Offshore drilling: Did Rahm Emanuel sell out too soon?

Behind Obama's decision to drill is the same misguided political strategy that came close to killing health reform

Published April 1, 2010 9:02PM (EDT)

FILE - In this April 29, 2009, file photo, White House Chief of Staff Rahm Emanuel speaks during a television interview at the White House. No-drama Obama was bound to get fireworks for choosing the expletive-spewing, hotheaded, never-at-rest Rahm Emanuel to be his White House chief of staff. The only question was when _ and how big. (AP Photo/Ron Edmonds, File) (AP)
FILE - In this April 29, 2009, file photo, White House Chief of Staff Rahm Emanuel speaks during a television interview at the White House. No-drama Obama was bound to get fireworks for choosing the expletive-spewing, hotheaded, never-at-rest Rahm Emanuel to be his White House chief of staff. The only question was when _ and how big. (AP Photo/Ron Edmonds, File) (AP)

With President Obama's announcement that he will reopen offshore drilling, in the absence of any reciprocal commitment from Republicans to support carbon caps and alternative energy development, there is now an unmistakable pattern of White House strategy. The drilling decision recapitulates the administration's botched approach to healthcare reform, a tactical style that could most accurately be described as "surrender, then negotiate."

Its most ardent practitioner is chief of staff Rahm Emanuel, who was publicly credited by his former House colleague Harold Ford Jr. as the primary author of the drilling plan on MSNBC's "Morning Joe" show that same day. Now chairman of the Democratic Leadership Council, Ford noted that he has long favored more offshore drilling -- and that Emanuel has long agreed with him.

But whatever Emanuel's personal opinions, his irrepressible habit of cultivating Republicans while insulting Democrats is not only bad strategy but bad politics. It is a misguided way to negotiate, as the health reform fiasco demonstrated, because forcing the other side to earn concessions is obviously smarter than giving them away at the outset. It is no way to maintain political support (and win elections), because this kind of behavior demoralizes the party base and makes the leader seem weak and unprincipled.

Besides, the premature abandonment of a principled position only encourages the opposition to demand still more. Presumably Obama and Emanuel expected that the drilling concession would push the Republican caucus toward sanity on clean energy and climate change. Instead, their most outspoken ally on the other side, Lindsey Graham, sprayed them with faint praise that sounded a lot like ridicule. Their decision to drill off the Eastern seaboard, the eastern Gulf of Mexico and certain areas off Alaska was nothing more than "baby steps," said the baby-faced senator from South Carolina. Baby steps "in the right direction," he went on, but "not enough."

Yet Graham is on the far edge of his own caucus on climate and energy issues, having been condemned by GOP leaders in his home state for even acknowledging global warming. Right-wing dogma dictates that the only sound policy is drilling everywhere without limits, and damn the environment. "Drill, baby, drill!" as the crazy lady says over and over again. A few other Republicans may join Graham in supporting a cap on carbon someday, and undoubtedly that was the selling point of the grand bargain he proposed last fall to link drilling with carbon regulation. Now Obama and Emanuel have publicly bought into that deal. But why not hold back at least until Graham actually delivers? Evidently they learned nothing from a year of begging Republican votes on healthcare and making deals with corporate interests -- only to find themselves alone with their fellow Democrats at the end.


By Joe Conason

Joe Conason is the editor in chief of NationalMemo.com. To find out more about Joe Conason, visit the Creators Syndicate website at www.creators.com.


Task brief -
Although the entries contain pictures, only their words should be duplicated exactly.

(Data tied to figure images)
========================================

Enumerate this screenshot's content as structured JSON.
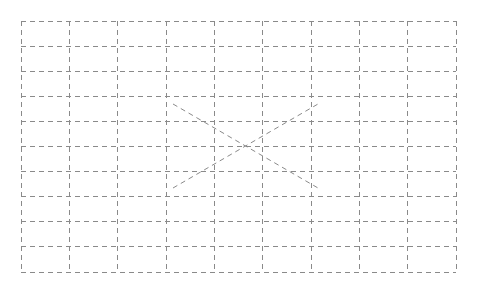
{
  "page": {
    "background_color": "#ffffff",
    "width": 478,
    "height": 292
  },
  "diagram": {
    "name": "dashed-grid-with-x",
    "stroke_color": "#8a8a8a",
    "stroke_width": 1,
    "dash_pattern": "5,4",
    "grid": {
      "origin_x": 21,
      "origin_y": 21,
      "cell_width": 48.33,
      "cell_height": 25.1,
      "columns": 9,
      "rows": 10,
      "right_edge": 456,
      "bottom_edge": 272,
      "vertical_line_x": [
        21,
        69.3,
        117.7,
        166,
        214.3,
        262.7,
        311,
        359.3,
        407.7,
        456
      ],
      "horizontal_line_y": [
        21,
        46.1,
        71.2,
        96.3,
        121.4,
        146.5,
        171.6,
        196.7,
        221.8,
        246.9,
        272
      ]
    },
    "diagonals": [
      {
        "name": "diagonal-down-right",
        "x1": 173,
        "y1": 104,
        "x2": 318,
        "y2": 188
      },
      {
        "name": "diagonal-up-right",
        "x1": 173,
        "y1": 188,
        "x2": 318,
        "y2": 104
      }
    ],
    "crossing_point": {
      "x": 245.5,
      "y": 146
    }
  }
}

========================================

Solution -
Enumerate this screenshot's content as structured JSON.
{
  "page": {
    "background_color": "#ffffff",
    "width": 478,
    "height": 292
  },
  "diagram": {
    "name": "dashed-grid-with-x",
    "stroke_color": "#8a8a8a",
    "stroke_width": 1,
    "dash_pattern": "5,4",
    "grid": {
      "origin_x": 21,
      "origin_y": 21,
      "cell_width": 48.33,
      "cell_height": 25.1,
      "columns": 9,
      "rows": 10,
      "right_edge": 456,
      "bottom_edge": 272,
      "vertical_line_x": [
        21,
        69.3,
        117.7,
        166,
        214.3,
        262.7,
        311,
        359.3,
        407.7,
        456
      ],
      "horizontal_line_y": [
        21,
        46.1,
        71.2,
        96.3,
        121.4,
        146.5,
        171.6,
        196.7,
        221.8,
        246.9,
        272
      ]
    },
    "diagonals": [
      {
        "name": "diagonal-down-right",
        "x1": 173,
        "y1": 104,
        "x2": 318,
        "y2": 188
      },
      {
        "name": "diagonal-up-right",
        "x1": 173,
        "y1": 188,
        "x2": 318,
        "y2": 104
      }
    ],
    "crossing_point": {
      "x": 245.5,
      "y": 146
    }
  }
}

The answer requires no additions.